Looking In/ Looking Out

These mixed media pieces explore the phenomenon of looking and seeing, how we impose our favorite stories on what we see, and, conversely, how our way of seeing shapes us. As a writer I have always projected narratives on the facts of the world. As a visual artist I have learned to be open to the patterns and themes that arise in my explorations, things I never knew, that ask to be articulated.

 

LOOKING IN/ The Nighthouses

When I was a child, we lived in a small town in the tobacco country of North Carolina, and would take long car drives on rural roads to see a movie, or go to a real restaurant sometimes. On the way home, we went through villages, dark except for the lights in interior windows in the homes. At night I could see people reading books or having dinner or gesticulating in the living room, and I made up stories about these glimpsed lives. The Nighthouses reflect the same curiosity. This series started years back when I was taking long walks in the Bywater, and coming home and composing what I made of what I saw. The images and people inside the houses in the paintings evoke history and the present, and fanciful futures and pasts, imposed upon and set inside our elegant, and unreal, architecture.

 

LOOKING OUT/ The Seers

Mystics and scientists tell us that the universe is a whole lot more complex than the one that we perceive. Our everyday reality is threaded through our senses’ limitations, our experience, our environment. But there is something more.The characters in these portraits are looking out, not blinded, but blended into their surroundings, showing us who they really are, revealing the kinds of marvels that made them, be it the streets of this city, the forest, the cosmos, the shelter of others, the night sky, or the rushing ocean. William Blake said, “We See a Lie, when we see with, not through, the eye.” These seers know they are looking through their windows, at us.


(PROBLEM DESCRIPTION):
Give back all the data exactly as it was written.

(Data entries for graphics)
▽

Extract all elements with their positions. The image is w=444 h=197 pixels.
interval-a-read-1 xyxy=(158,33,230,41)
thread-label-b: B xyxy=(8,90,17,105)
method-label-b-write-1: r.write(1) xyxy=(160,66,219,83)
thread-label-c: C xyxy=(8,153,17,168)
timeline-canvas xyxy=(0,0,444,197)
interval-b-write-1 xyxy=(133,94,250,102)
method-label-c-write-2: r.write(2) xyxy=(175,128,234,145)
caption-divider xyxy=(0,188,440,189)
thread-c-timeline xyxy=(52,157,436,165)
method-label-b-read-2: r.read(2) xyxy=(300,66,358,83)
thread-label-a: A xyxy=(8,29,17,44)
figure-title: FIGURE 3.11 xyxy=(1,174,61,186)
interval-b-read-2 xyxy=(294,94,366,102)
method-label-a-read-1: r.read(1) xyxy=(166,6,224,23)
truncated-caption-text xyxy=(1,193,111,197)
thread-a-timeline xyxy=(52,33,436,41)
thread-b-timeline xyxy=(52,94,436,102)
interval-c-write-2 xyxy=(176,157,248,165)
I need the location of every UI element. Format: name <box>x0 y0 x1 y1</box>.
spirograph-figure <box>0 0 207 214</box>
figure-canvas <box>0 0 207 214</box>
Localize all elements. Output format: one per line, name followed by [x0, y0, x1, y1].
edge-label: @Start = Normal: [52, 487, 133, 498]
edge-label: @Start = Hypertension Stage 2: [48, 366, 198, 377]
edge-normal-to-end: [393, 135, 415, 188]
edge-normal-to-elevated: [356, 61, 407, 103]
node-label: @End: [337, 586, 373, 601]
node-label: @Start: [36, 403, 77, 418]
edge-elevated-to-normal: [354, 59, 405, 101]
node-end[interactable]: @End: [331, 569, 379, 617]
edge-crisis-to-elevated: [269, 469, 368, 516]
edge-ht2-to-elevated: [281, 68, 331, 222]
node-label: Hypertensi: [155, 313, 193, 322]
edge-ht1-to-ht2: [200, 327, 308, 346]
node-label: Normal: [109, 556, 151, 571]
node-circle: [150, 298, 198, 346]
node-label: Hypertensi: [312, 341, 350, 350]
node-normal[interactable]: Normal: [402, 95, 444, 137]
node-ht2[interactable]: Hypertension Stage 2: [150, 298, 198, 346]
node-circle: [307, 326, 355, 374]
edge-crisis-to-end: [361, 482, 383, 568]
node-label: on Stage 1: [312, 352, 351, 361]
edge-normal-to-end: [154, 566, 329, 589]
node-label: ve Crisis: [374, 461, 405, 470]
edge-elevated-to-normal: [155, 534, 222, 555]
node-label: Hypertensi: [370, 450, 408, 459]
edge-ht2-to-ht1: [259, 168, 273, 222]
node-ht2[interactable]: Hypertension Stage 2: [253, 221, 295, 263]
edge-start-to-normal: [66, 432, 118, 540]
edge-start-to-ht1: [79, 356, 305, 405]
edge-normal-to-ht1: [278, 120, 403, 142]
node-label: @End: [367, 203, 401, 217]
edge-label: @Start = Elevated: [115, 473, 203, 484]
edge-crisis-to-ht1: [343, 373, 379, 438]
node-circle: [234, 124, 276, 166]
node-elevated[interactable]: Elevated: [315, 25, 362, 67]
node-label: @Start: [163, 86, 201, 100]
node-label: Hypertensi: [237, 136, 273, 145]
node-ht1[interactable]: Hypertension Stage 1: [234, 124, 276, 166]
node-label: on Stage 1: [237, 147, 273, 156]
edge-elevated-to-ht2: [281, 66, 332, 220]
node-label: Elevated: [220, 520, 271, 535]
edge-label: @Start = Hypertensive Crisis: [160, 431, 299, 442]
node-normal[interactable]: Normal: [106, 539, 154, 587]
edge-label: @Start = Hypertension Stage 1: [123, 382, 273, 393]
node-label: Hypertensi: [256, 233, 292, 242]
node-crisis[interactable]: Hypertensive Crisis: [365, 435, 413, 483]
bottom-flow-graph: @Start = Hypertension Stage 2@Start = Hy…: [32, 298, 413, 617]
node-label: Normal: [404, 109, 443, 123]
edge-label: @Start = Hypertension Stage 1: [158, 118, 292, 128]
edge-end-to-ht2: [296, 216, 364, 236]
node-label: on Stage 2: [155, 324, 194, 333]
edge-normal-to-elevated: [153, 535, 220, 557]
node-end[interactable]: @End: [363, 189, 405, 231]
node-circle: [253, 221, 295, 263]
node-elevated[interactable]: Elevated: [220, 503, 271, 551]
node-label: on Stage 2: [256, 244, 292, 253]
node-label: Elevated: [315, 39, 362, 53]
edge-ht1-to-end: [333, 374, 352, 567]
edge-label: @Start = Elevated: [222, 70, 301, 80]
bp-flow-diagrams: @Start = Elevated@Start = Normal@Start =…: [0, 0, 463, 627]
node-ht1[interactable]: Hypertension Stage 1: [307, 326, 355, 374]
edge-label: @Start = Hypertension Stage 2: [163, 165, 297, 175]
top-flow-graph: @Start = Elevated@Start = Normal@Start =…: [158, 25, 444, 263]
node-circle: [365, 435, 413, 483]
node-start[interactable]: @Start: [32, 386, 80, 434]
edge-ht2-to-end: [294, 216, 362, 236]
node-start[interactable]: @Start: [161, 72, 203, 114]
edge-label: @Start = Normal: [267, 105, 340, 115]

△

(RESULT OF THE TASK):
Extract all elements with their positions. The image is w=444 h=197 pixels.
interval-a-read-1 xyxy=(158,33,230,41)
thread-label-b: B xyxy=(8,90,17,105)
method-label-b-write-1: r.write(1) xyxy=(160,66,219,83)
thread-label-c: C xyxy=(8,153,17,168)
timeline-canvas xyxy=(0,0,444,197)
interval-b-write-1 xyxy=(133,94,250,102)
method-label-c-write-2: r.write(2) xyxy=(175,128,234,145)
caption-divider xyxy=(0,188,440,189)
thread-c-timeline xyxy=(52,157,436,165)
method-label-b-read-2: r.read(2) xyxy=(300,66,358,83)
thread-label-a: A xyxy=(8,29,17,44)
figure-title: FIGURE 3.11 xyxy=(1,174,61,186)
interval-b-read-2 xyxy=(294,94,366,102)
method-label-a-read-1: r.read(1) xyxy=(166,6,224,23)
truncated-caption-text xyxy=(1,193,111,197)
thread-a-timeline xyxy=(52,33,436,41)
thread-b-timeline xyxy=(52,94,436,102)
interval-c-write-2 xyxy=(176,157,248,165)
I need the location of every UI element. Format: name <box>x0 y0 x1 y1</box>.
spirograph-figure <box>0 0 207 214</box>
figure-canvas <box>0 0 207 214</box>
Localize all elements. Output format: one per line, name followed by [x0, y0, x1, y1].
edge-label: @Start = Normal: [52, 487, 133, 498]
edge-label: @Start = Hypertension Stage 2: [48, 366, 198, 377]
edge-normal-to-end: [393, 135, 415, 188]
edge-normal-to-elevated: [356, 61, 407, 103]
node-label: @End: [337, 586, 373, 601]
node-label: @Start: [36, 403, 77, 418]
edge-elevated-to-normal: [354, 59, 405, 101]
node-end[interactable]: @End: [331, 569, 379, 617]
edge-crisis-to-elevated: [269, 469, 368, 516]
edge-ht2-to-elevated: [281, 68, 331, 222]
node-label: Hypertensi: [155, 313, 193, 322]
edge-ht1-to-ht2: [200, 327, 308, 346]
node-label: Normal: [109, 556, 151, 571]
node-circle: [150, 298, 198, 346]
node-label: Hypertensi: [312, 341, 350, 350]
node-normal[interactable]: Normal: [402, 95, 444, 137]
node-ht2[interactable]: Hypertension Stage 2: [150, 298, 198, 346]
node-circle: [307, 326, 355, 374]
edge-crisis-to-end: [361, 482, 383, 568]
node-label: on Stage 1: [312, 352, 351, 361]
edge-normal-to-end: [154, 566, 329, 589]
node-label: ve Crisis: [374, 461, 405, 470]
edge-elevated-to-normal: [155, 534, 222, 555]
node-label: Hypertensi: [370, 450, 408, 459]
edge-ht2-to-ht1: [259, 168, 273, 222]
node-ht2[interactable]: Hypertension Stage 2: [253, 221, 295, 263]
edge-start-to-normal: [66, 432, 118, 540]
edge-start-to-ht1: [79, 356, 305, 405]
edge-normal-to-ht1: [278, 120, 403, 142]
node-label: @End: [367, 203, 401, 217]
edge-label: @Start = Elevated: [115, 473, 203, 484]
edge-crisis-to-ht1: [343, 373, 379, 438]
node-circle: [234, 124, 276, 166]
node-elevated[interactable]: Elevated: [315, 25, 362, 67]
node-label: @Start: [163, 86, 201, 100]
node-label: Hypertensi: [237, 136, 273, 145]
node-ht1[interactable]: Hypertension Stage 1: [234, 124, 276, 166]
node-label: on Stage 1: [237, 147, 273, 156]
edge-elevated-to-ht2: [281, 66, 332, 220]
node-label: Elevated: [220, 520, 271, 535]
edge-label: @Start = Hypertensive Crisis: [160, 431, 299, 442]
node-normal[interactable]: Normal: [106, 539, 154, 587]
edge-label: @Start = Hypertension Stage 1: [123, 382, 273, 393]
node-label: Hypertensi: [256, 233, 292, 242]
node-crisis[interactable]: Hypertensive Crisis: [365, 435, 413, 483]
bottom-flow-graph: @Start = Hypertension Stage 2@Start = Hy…: [32, 298, 413, 617]
node-label: Normal: [404, 109, 443, 123]
edge-label: @Start = Hypertension Stage 1: [158, 118, 292, 128]
edge-end-to-ht2: [296, 216, 364, 236]
node-label: on Stage 2: [155, 324, 194, 333]
edge-normal-to-elevated: [153, 535, 220, 557]
node-end[interactable]: @End: [363, 189, 405, 231]
node-circle: [253, 221, 295, 263]
node-elevated[interactable]: Elevated: [220, 503, 271, 551]
node-label: on Stage 2: [256, 244, 292, 253]
node-label: Elevated: [315, 39, 362, 53]
edge-ht1-to-end: [333, 374, 352, 567]
edge-label: @Start = Elevated: [222, 70, 301, 80]
bp-flow-diagrams: @Start = Elevated@Start = Normal@Start =…: [0, 0, 463, 627]
node-ht1[interactable]: Hypertension Stage 1: [307, 326, 355, 374]
edge-label: @Start = Hypertension Stage 2: [163, 165, 297, 175]
top-flow-graph: @Start = Elevated@Start = Normal@Start =…: [158, 25, 444, 263]
node-circle: [365, 435, 413, 483]
node-start[interactable]: @Start: [32, 386, 80, 434]
edge-ht2-to-end: [294, 216, 362, 236]
node-start[interactable]: @Start: [161, 72, 203, 114]
edge-label: @Start = Normal: [267, 105, 340, 115]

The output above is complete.